Otis Taylor: Clovis People, Vol. 3

Otis Taylor
Clovis People, Vol. 3
Telarc
2010-05-11

With a lengthy career spanning not only several genres, but several instruments (the banjo, guitar, and harmonica being chief among them), Taylor has taken a strange path to come to blues celebrity. That’s not to say that he’s the B.B. King of the banjo, but following his contribution of two songs to Michael Mann’s Public Enemies, as well as a 2000 Sundance Festival composition fellowship, the world has become progressively more exposed to Taylor’s uncanny blend of blues, bluegrass, and country.

Despite a varied and prolific musical career, Taylor didn’t release a solo record until 1995’s When Negroes Walked the Earth, and his career since then has been a wandering (some critics might say meandering) journey. His music itself often reflects Taylor’s personal history and uniquely American experience: it’s an often-eerie blend of Southern tradition and Western roots (reflective of Taylor’s childhood in Denver, Colorado).

And so the enigmatic title of his latest record should come as no surprise to fans of Taylor’s eccentric style (technically, it’s a reference to the recently discovered remains of a Paleo-Indian civilization not far from Taylor’s Boulder, Colorado, home). But the title is incidental; what really matters, as always, is Taylor’s consistently high-quality mix of blues, jazz, and bluegrass. Intricately written, veering from Chicago blues to soul in the same song, the same line sometimes, Taylor’s songs are always unmistakable. Clovis People, Vol. 3 is no exception.

Propelled first and foremost by Taylor’s extraordinary vocals, sometimes wailing, sometimes whispering, Clovis People is a welcome addition to Taylor’s discography, even if it doesn’t wildly diverge from earlier records. The jazzy “Hands on Your Stomach” swings and turns into the funk-and-blues driven “Harry, Turn the Music Up”, a tribute to the Denver Folklore Center, where Taylor often found himself as a child in the 1960s. While Taylor’s often gruff vocals make even the most straightforward blues numbers seem unexpectedly dire (take “Ain’t No Cowgirl”, for example), his electric spin on “trance” blues is always captivating, if not exactly lighthearted. The mournful “Past Times” is similarly solemn (“Don’t know how long I have before I’m gone”, Taylor sighs), but genuinely touching.

Taylor’s music is often linked to his vision of the African-American experience, and so his mournful croak of “There’s no color — there’s no difference” on “Lee and Arnaz” sounds not hopeful, but bitter. On Clovis People, Vol. 3, Taylor sings with a kind of weary resignation that sounds more reminiscent of Dylan’s Oh Mercy than his usual banjo-plucking.

Always listenable, even at his weakest (and really, there’s no weak track on this album), Taylor also has the good sense to recruit a stellar set of supporting figures, from steel guitarist Chuck Campbell, member of the veteran gospel group the Campbell Brothers, to guitarist Gary Moore, a regular session player with Taylor. While the name on the marquee is the main attraction, and it takes a lot to compete with Taylor’s mournful pipes (on “Coffee Woman”, he reminds us exactly why this is his show), Taylor knows when to let the boys in the back take over. On the sweet and lovely “She’s Ice in the Desert”, cornettist Ron Miles creates the kind of smoky atmosphere that would play just right in any side-of-the-road jazz club.

Taylor’s individual albums contain so much variety that you never object to the seeming lack of diversity among those albums as whole. “It’s Done Happened Again” could easily be from 2002’s Respect the Dead, even if he’s lost some of the rougher folk edges from his earlier work. But the sweeping variety of Clovis People, Vol. 3 itself allows for the work to seem recklessly whole and yet impossibly vibrant. Rich, mysterious, and inscrutable, Clovis People may lack some of the wildness of Respect the Dead or When Negroes Walked the Earth, but it more than stands on its own.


The answer is the line containing "List each element" plus every line after it to the end of the material, retyped exactly and without the pictures.

→ **PROVIDED MATERIAL**:
_____
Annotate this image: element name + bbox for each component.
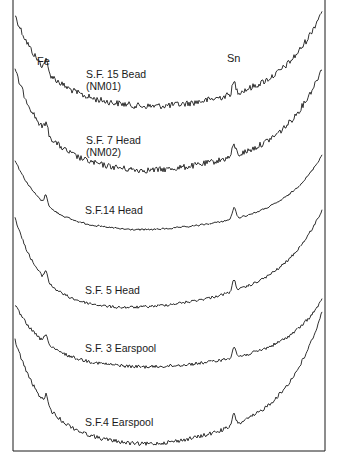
series-label: S.F. 5 Head: [85, 284, 140, 296]
series-name: S.F. 3 Earspool: [85, 342, 156, 354]
fe-peak-label: Fe: [37, 55, 50, 67]
sn-peak-label: Sn: [227, 52, 240, 64]
spectrum-trace: [15, 11, 322, 109]
series-name: S.F. 5 Head: [85, 284, 140, 296]
series-sample-id: (NM01): [86, 80, 146, 92]
series-label: S.F. 3 Earspool: [85, 342, 156, 354]
xrf-spectra-chart: [0, 0, 339, 460]
series-label: S.F.14 Head: [85, 204, 143, 216]
series-name: S.F.14 Head: [85, 204, 143, 216]
spectrum-trace: [15, 210, 322, 309]
series-label: S.F. 15 Bead(NM01): [86, 68, 146, 92]
series-label: S.F.4 Earspool: [85, 416, 153, 428]
series-sample-id: (NM02): [86, 146, 141, 158]
series-label: S.F. 7 Head(NM02): [86, 134, 141, 158]
spectrum-trace: [15, 312, 322, 446]
spectrum-trace: [15, 155, 322, 231]
series-name: S.F. 15 Bead: [86, 68, 146, 80]
chart-frame: [13, 0, 325, 451]
series-name: S.F.4 Earspool: [85, 416, 153, 428]
series-name: S.F. 7 Head: [86, 134, 141, 146]
spectra-traces: [15, 11, 322, 445]
spectrum-trace: [15, 299, 322, 369]
frame-axes: [13, 0, 325, 451]
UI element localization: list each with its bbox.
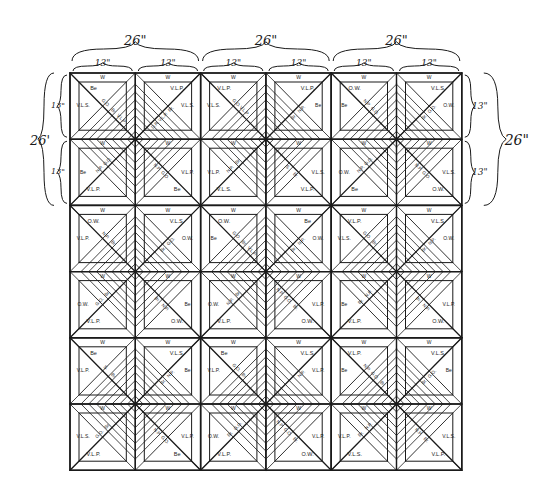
strip-line <box>369 167 396 195</box>
strip-line <box>128 256 136 264</box>
mitre-line <box>453 130 462 139</box>
quilt-cell: WV.L.P.BeN.P.G.O.Br. <box>331 338 396 404</box>
strip-line <box>135 217 162 245</box>
strip-line <box>247 291 266 311</box>
strip-fabric-label: Br. <box>371 239 379 247</box>
quilt-cell: WBeV.L.P.G.O.N.P. <box>135 404 200 470</box>
strip-fabric-label: Br. <box>110 372 118 380</box>
strip-line <box>104 139 120 155</box>
border-label: W <box>427 74 432 80</box>
quilt-cell: WO.W.V.L.P.N.P.Br. <box>70 205 135 271</box>
strip-line <box>155 252 174 272</box>
strip-line <box>108 432 135 460</box>
strip-line <box>397 388 405 396</box>
mitre-line <box>126 205 135 214</box>
strip-line <box>412 139 428 155</box>
strip-line <box>424 244 451 272</box>
strip-line <box>239 167 266 195</box>
dimension-label: 13" <box>472 167 488 177</box>
strip-line <box>104 272 120 288</box>
strip-line <box>81 244 108 272</box>
corner-fabric-label: V.L.P. <box>87 451 101 457</box>
strip-line <box>285 252 304 272</box>
strip-line <box>151 404 167 420</box>
strip-line <box>135 123 143 131</box>
strip-line <box>416 139 435 159</box>
strip-line <box>250 272 258 280</box>
strip-line <box>258 388 266 396</box>
side-fabric-label: Be <box>80 169 86 175</box>
side-fabric-label: V.L.S. <box>312 169 325 175</box>
strip-line <box>293 376 320 404</box>
strip-fabric-label: Br. <box>241 372 249 380</box>
mitre-line <box>397 338 406 347</box>
border-label: W <box>361 74 366 80</box>
strip-line <box>120 240 136 256</box>
quilt-diagram: 13"13"13"13"13"13"26"26"26"13"13"26'13"1… <box>0 0 543 504</box>
strip-fabric-label: N.P. <box>153 162 162 171</box>
strip-line <box>120 373 136 389</box>
border-label: W <box>296 140 301 146</box>
corner-fabric-label: V.L.S. <box>347 451 362 457</box>
corner-fabric-label: V.L.S. <box>300 350 315 356</box>
mitre-line <box>397 329 406 338</box>
mitre-line <box>192 139 201 148</box>
mitre-line <box>453 395 462 404</box>
mitre-line <box>331 139 340 148</box>
strip-line <box>135 287 151 303</box>
side-fabric-label: O.W. <box>77 301 88 307</box>
strip-line <box>285 139 304 159</box>
quilt-cell: WV.L.P.O.W.G.O.Br. <box>70 272 135 338</box>
strip-line <box>108 299 135 327</box>
strip-line <box>274 272 282 280</box>
strip-line <box>120 287 136 303</box>
border-label: W <box>231 405 236 411</box>
side-fabric-label: V.L.S. <box>207 102 220 108</box>
quilt-cell: WO.W.BeN.P.G.O. <box>331 73 396 139</box>
border-label: W <box>166 207 171 213</box>
strip-line <box>416 120 435 140</box>
dimension-label: 26" <box>504 132 529 148</box>
mitre-line <box>257 461 266 470</box>
strip-line <box>416 404 435 424</box>
strip-line <box>381 396 389 404</box>
side-fabric-label: O.W. <box>313 235 324 241</box>
strip-line <box>397 256 405 264</box>
mitre-line <box>453 404 462 413</box>
mitre-line <box>397 196 406 205</box>
strip-line <box>397 349 424 377</box>
quilt-cell: WV.L.P.V.L.S.Br.N.P. <box>397 404 462 470</box>
strip-line <box>293 112 320 140</box>
strip-line <box>285 384 304 404</box>
side-fabric-label: O.W. <box>208 433 219 439</box>
strip-line <box>120 155 136 171</box>
strip-line <box>377 424 396 444</box>
border-label: W <box>296 405 301 411</box>
border-label: W <box>427 405 432 411</box>
strip-line <box>81 112 108 140</box>
side-fabric-label: O.W. <box>208 301 219 307</box>
strip-line <box>247 100 266 120</box>
strip-fabric-label: Br. <box>104 290 112 298</box>
strip-line <box>397 424 416 444</box>
quilt-cell: WV.L.P.BeBr.N.P. <box>331 272 396 338</box>
strip-line <box>151 272 167 288</box>
mitre-line <box>192 395 201 404</box>
strip-line <box>135 420 151 436</box>
border-label: W <box>361 339 366 345</box>
strip-line <box>212 244 239 272</box>
strip-line <box>389 123 397 131</box>
quilt-cell: WO.W.V.L.P.N.P.Br. <box>397 272 462 338</box>
mitre-line <box>388 196 397 205</box>
border-label: W <box>100 140 105 146</box>
border-label: W <box>166 339 171 345</box>
side-fabric-label: V.L.P. <box>207 367 220 373</box>
strip-line <box>128 388 136 396</box>
strip-fabric-label: V.L.P. <box>116 113 128 125</box>
strip-line <box>274 404 282 412</box>
mitre-line <box>322 395 331 404</box>
strip-line <box>258 256 266 264</box>
strip-line <box>404 396 412 404</box>
strip-line <box>266 217 293 245</box>
strip-line <box>235 272 251 288</box>
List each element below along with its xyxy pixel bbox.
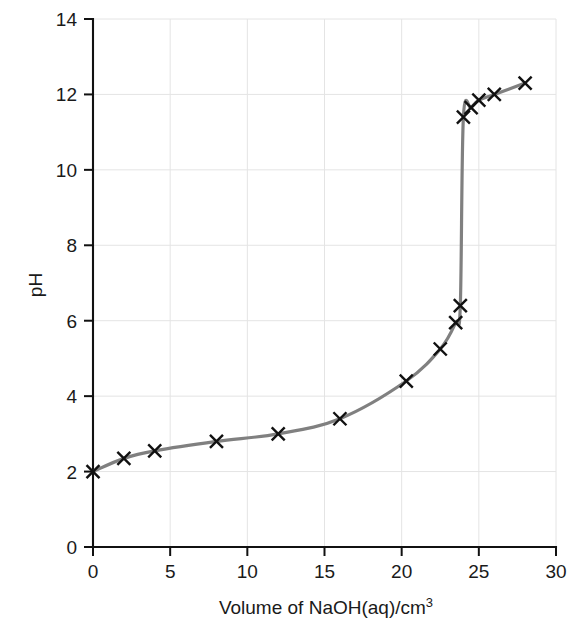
y-tick-label: 12	[56, 84, 77, 105]
y-tick-label: 8	[66, 235, 77, 256]
y-tick-label: 14	[56, 9, 78, 30]
x-tick-label: 25	[468, 561, 489, 582]
titration-chart: 051015202530 02468101214 Volume of NaOH(…	[0, 0, 579, 629]
x-tick-label: 20	[391, 561, 412, 582]
y-tick-label: 2	[66, 462, 77, 483]
x-tick-label: 0	[88, 561, 99, 582]
y-tick-label: 0	[66, 537, 77, 558]
x-tick-label: 15	[314, 561, 335, 582]
y-tick-label: 4	[66, 386, 77, 407]
y-tick-label: 6	[66, 311, 77, 332]
x-axis-title: Volume of NaOH(aq)/cm3	[219, 595, 433, 618]
x-tick-label: 5	[165, 561, 176, 582]
y-tick-label: 10	[56, 160, 77, 181]
y-axis-title: pH	[25, 273, 46, 297]
chart-canvas: 051015202530 02468101214 Volume of NaOH(…	[0, 0, 579, 629]
x-tick-label: 30	[545, 561, 566, 582]
x-tick-label: 10	[237, 561, 258, 582]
_____
→ **ANSWER**:
List each element below along with its xyxy pixel bbox.
y-tick-label: 12	[56, 84, 77, 105]
y-tick-label: 8	[66, 235, 77, 256]
y-tick-label: 14	[56, 9, 78, 30]
x-tick-label: 25	[468, 561, 489, 582]
titration-chart: 051015202530 02468101214 Volume of NaOH(…	[0, 0, 579, 629]
x-tick-label: 20	[391, 561, 412, 582]
y-tick-label: 2	[66, 462, 77, 483]
x-tick-label: 0	[88, 561, 99, 582]
y-tick-label: 0	[66, 537, 77, 558]
x-tick-label: 15	[314, 561, 335, 582]
y-tick-label: 4	[66, 386, 77, 407]
y-tick-label: 6	[66, 311, 77, 332]
x-axis-title: Volume of NaOH(aq)/cm3	[219, 595, 433, 618]
x-tick-label: 5	[165, 561, 176, 582]
y-tick-label: 10	[56, 160, 77, 181]
y-axis-title: pH	[25, 273, 46, 297]
chart-canvas: 051015202530 02468101214 Volume of NaOH(…	[0, 0, 579, 629]
x-tick-label: 30	[545, 561, 566, 582]
x-tick-label: 10	[237, 561, 258, 582]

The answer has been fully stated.